Facebook Supreme Court
When does a Facebook rant cross into criminal territory? The U.S. Supreme Court will hear a case that could decide. Reuters

The U.S. Supreme Court is set to hear a case that would decide when a posting on social networking and media sites like Facebook is no longer protected free speech, but a criminal threat.

On Monday, the Supreme Court announced that it would hear the case of “Anthony Elonis v. United States,” which came about as the result of several angry and violent postings on Facebook in 2010 by Elonis, a divorced man from Steel City, Pennslyvania.

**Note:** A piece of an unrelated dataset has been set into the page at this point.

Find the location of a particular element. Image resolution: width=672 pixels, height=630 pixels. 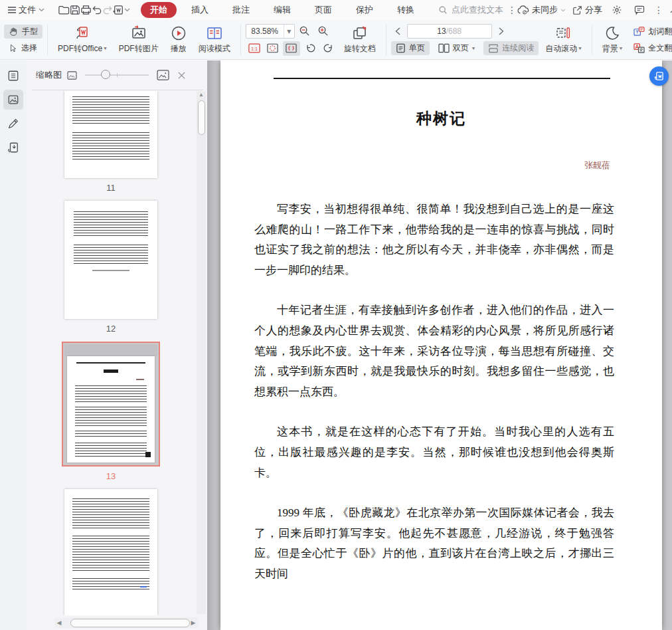

more-options-icon: ⋮ is located at coordinates (659, 10).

“Fold up your ['protection from abuse' order] and put it in your pocket. Is it thick enough to stop a bullet?” Elonis wrote in one post in 2010, according to the Wall Street Journal.

Other posts by Elonis indicated he was planning a school shooting:

“Enough elementary schools in a ten mile radius to initiate the most heinous school shooting ever imagined
And hell hath no fury like a crazy man in a kindergarten class
The only question is . . . which one?”

Elonis was eventually convicted in 2011 on four counts of violating federal law that prohibits transmitting threats to kidnap or injure anyone, leading to a nearly four-year prison sentence.

After his conviction, Elonis appealed his case, with a district court and the U.S. Third Circuit Court of Appeals in 2013 upholding his case and conviction.

Unlike other First Amendment issues, the case doesn’t center on whether Elonis’ postings were free speech but whether or not “conviction of threatening another person requires proof of the defendant's subjective intent to threaten," according to the questions posed to the Supreme Court.

How the court eventually rules on the case of Elonis v. United States could have far-reaching effects in codifying how the United States deals with online speech. But in the meantime, some government agencies are already looking for other solutions. According to ArsTechnica, the U.S. Secret Service announced in early June that it is looking to develop social media algorithms and software to detect sarcasm online.